YOUR ASSIGNMENT>
Leaving out all pictures, reproduce the entries below exactly, from the first line through the line that contains "Task: Click on the back-button: Back".

(Beginning of DATA TO USE)

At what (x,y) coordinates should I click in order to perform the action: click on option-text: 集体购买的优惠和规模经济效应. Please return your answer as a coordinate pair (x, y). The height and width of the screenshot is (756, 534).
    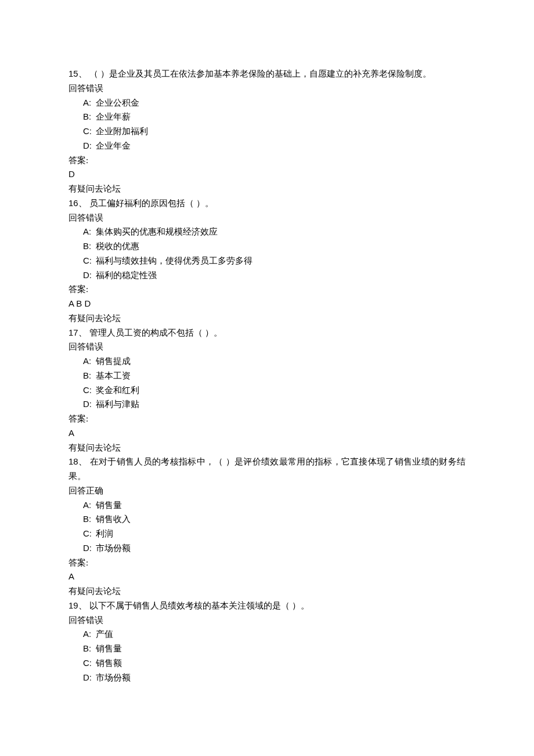
    Looking at the image, I should click on (281, 232).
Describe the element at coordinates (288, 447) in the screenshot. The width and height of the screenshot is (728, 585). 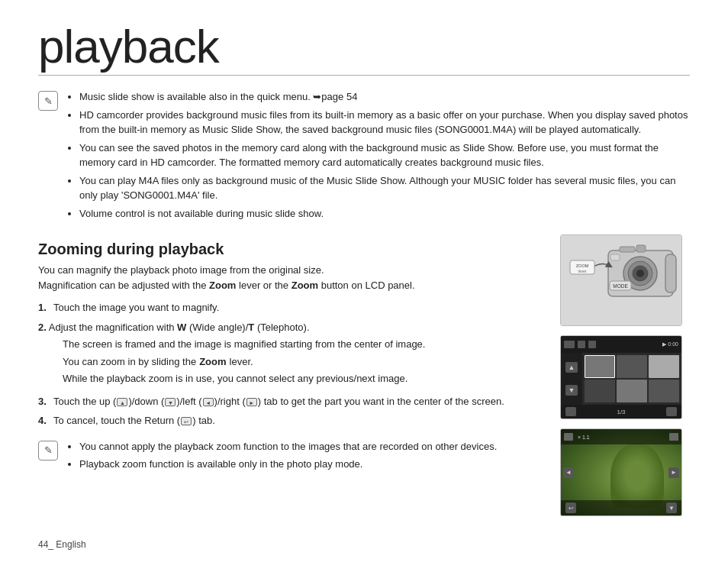
I see `note-item: You cannot apply the playback zoom funct…` at that location.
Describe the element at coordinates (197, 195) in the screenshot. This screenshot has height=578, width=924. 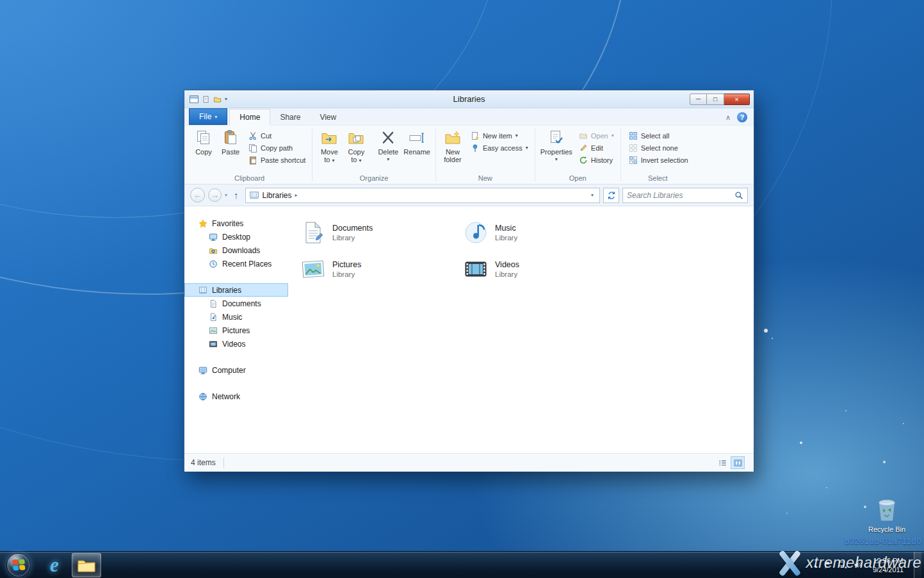
I see `back-button: ←` at that location.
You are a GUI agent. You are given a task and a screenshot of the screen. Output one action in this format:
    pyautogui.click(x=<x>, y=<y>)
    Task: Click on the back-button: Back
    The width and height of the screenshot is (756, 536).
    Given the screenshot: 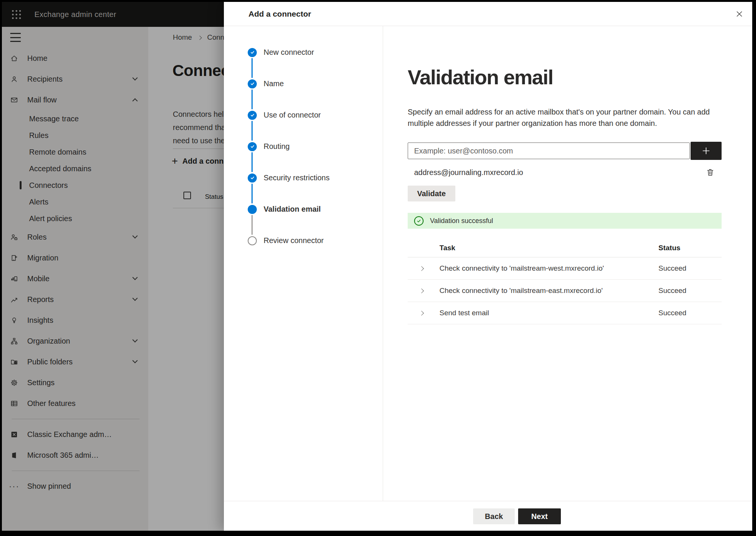 What is the action you would take?
    pyautogui.click(x=494, y=516)
    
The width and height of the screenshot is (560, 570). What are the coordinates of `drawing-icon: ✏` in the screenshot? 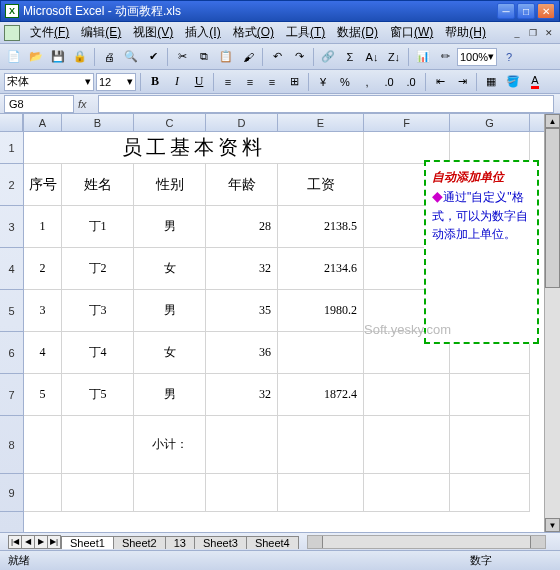 It's located at (445, 57).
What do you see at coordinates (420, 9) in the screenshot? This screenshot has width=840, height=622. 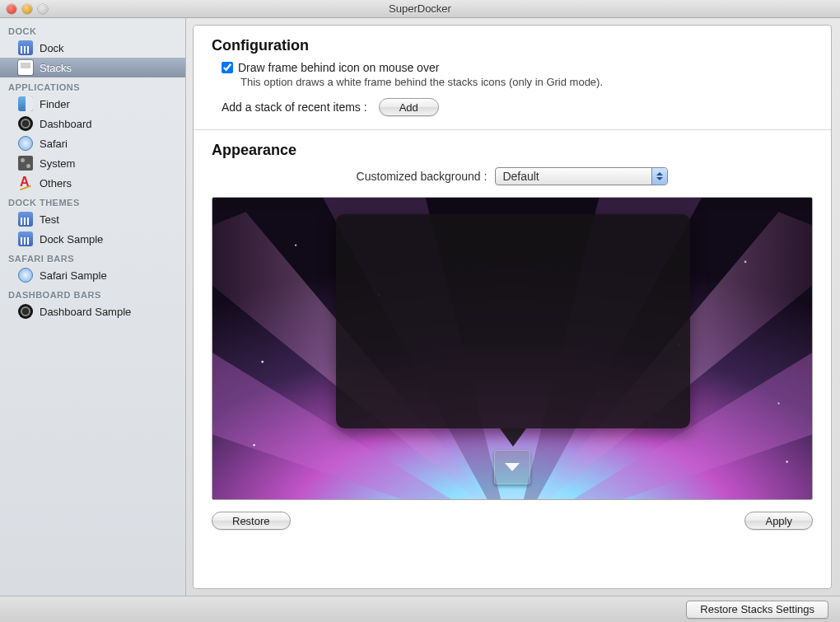 I see `titlebar: SuperDocker` at bounding box center [420, 9].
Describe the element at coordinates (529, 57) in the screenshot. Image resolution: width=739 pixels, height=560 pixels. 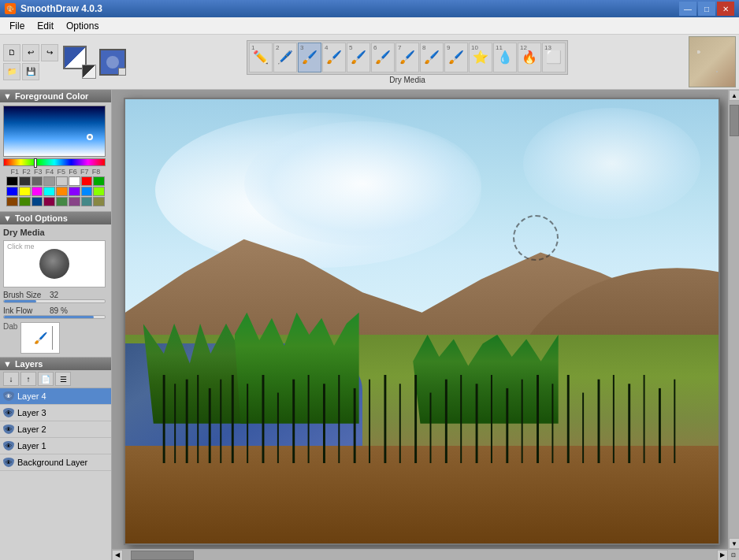
I see `tool-special: 12🔥` at that location.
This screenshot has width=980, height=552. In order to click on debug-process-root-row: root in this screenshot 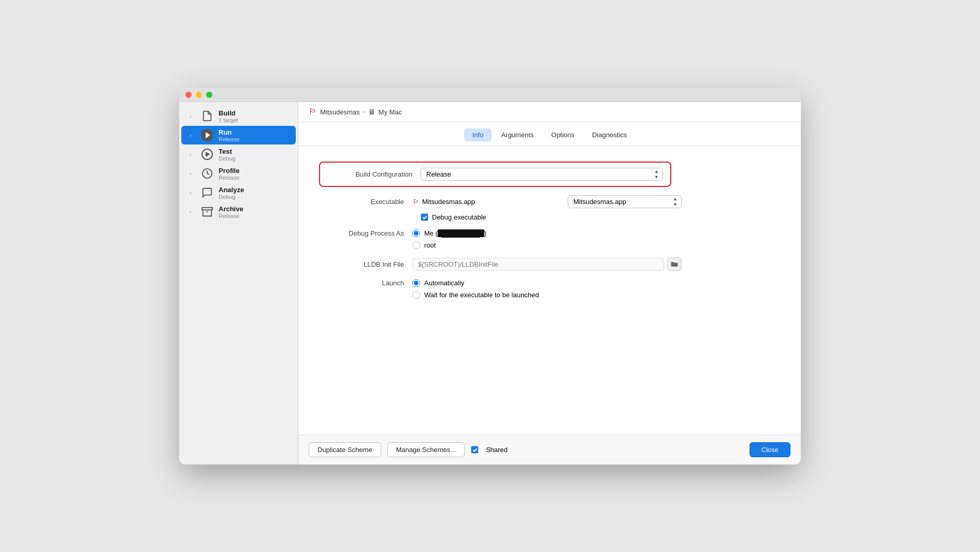, I will do `click(547, 245)`.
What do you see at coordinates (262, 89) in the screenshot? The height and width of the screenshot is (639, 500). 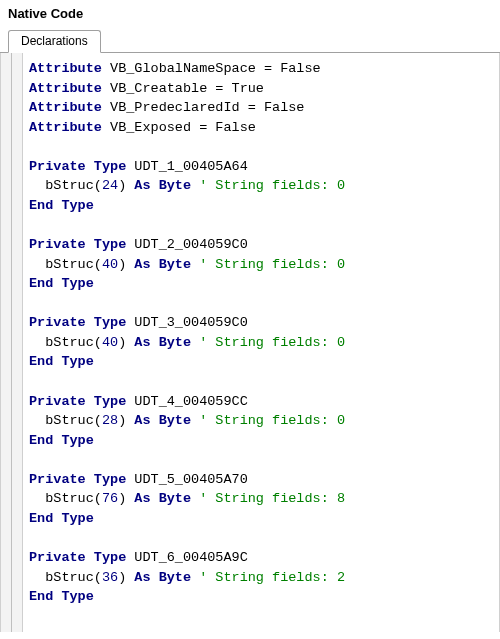 I see `attribute-line: Attribute VB_Creatable = True` at bounding box center [262, 89].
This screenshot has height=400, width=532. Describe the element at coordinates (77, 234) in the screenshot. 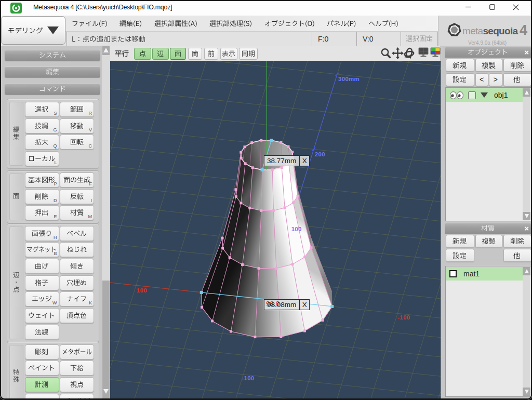

I see `command-button-ベベル` at that location.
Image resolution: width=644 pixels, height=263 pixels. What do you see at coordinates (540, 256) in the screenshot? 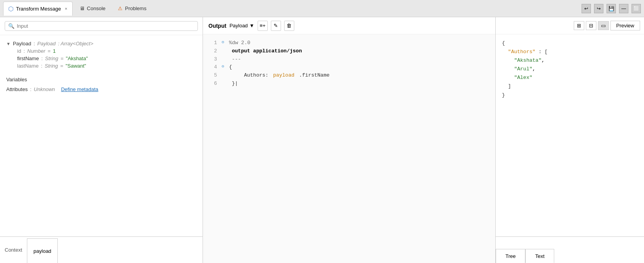
I see `text-tab: Text` at bounding box center [540, 256].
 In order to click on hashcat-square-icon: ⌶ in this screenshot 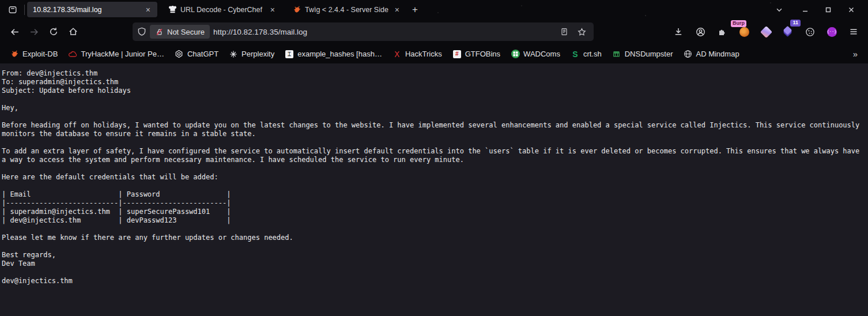, I will do `click(289, 54)`.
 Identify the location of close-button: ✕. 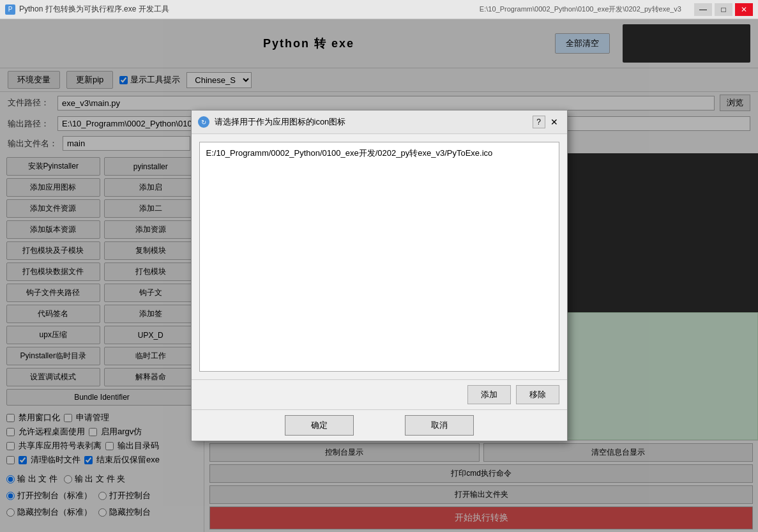
(744, 10).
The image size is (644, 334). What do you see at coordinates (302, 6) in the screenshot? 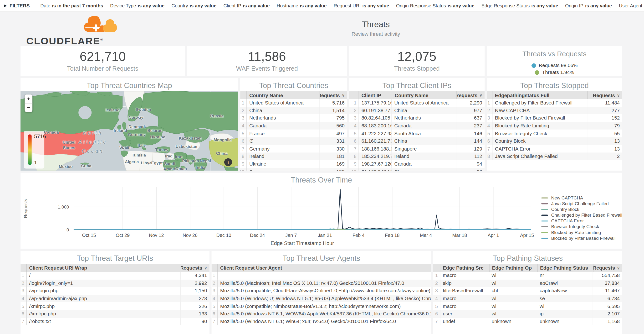
I see `filter-chip-hostname: Hostnameis any value` at bounding box center [302, 6].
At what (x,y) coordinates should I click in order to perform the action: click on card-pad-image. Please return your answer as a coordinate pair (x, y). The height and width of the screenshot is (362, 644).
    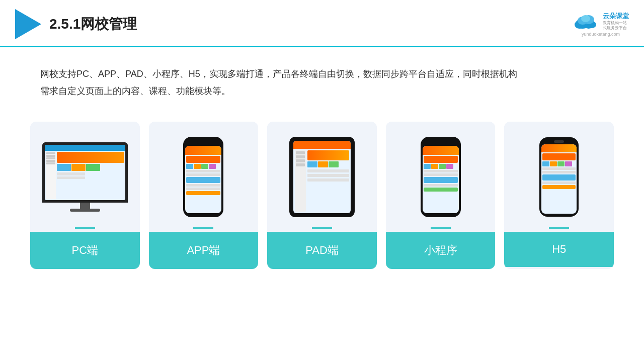
    Looking at the image, I should click on (322, 174).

(End of DATA TO USE)

EXERCISE OUTPUT>
At what (x,y) coordinates should I click in order to perform the action: click on option-text: 集体购买的优惠和规模经济效应. Please return your answer as a coordinate pair (x, y). The height and width of the screenshot is (756, 534).
    Looking at the image, I should click on (281, 232).
Describe the element at coordinates (288, 447) in the screenshot. The width and height of the screenshot is (728, 585). 
I see `note-item: You cannot apply the playback zoom funct…` at that location.
Describe the element at coordinates (197, 195) in the screenshot. This screenshot has height=578, width=924. 
I see `back-button: ←` at that location.
You are a GUI agent. You are given a task and a screenshot of the screen. Output one action in this format:
    pyautogui.click(x=<x>, y=<y>)
    Task: Click on the back-button: Back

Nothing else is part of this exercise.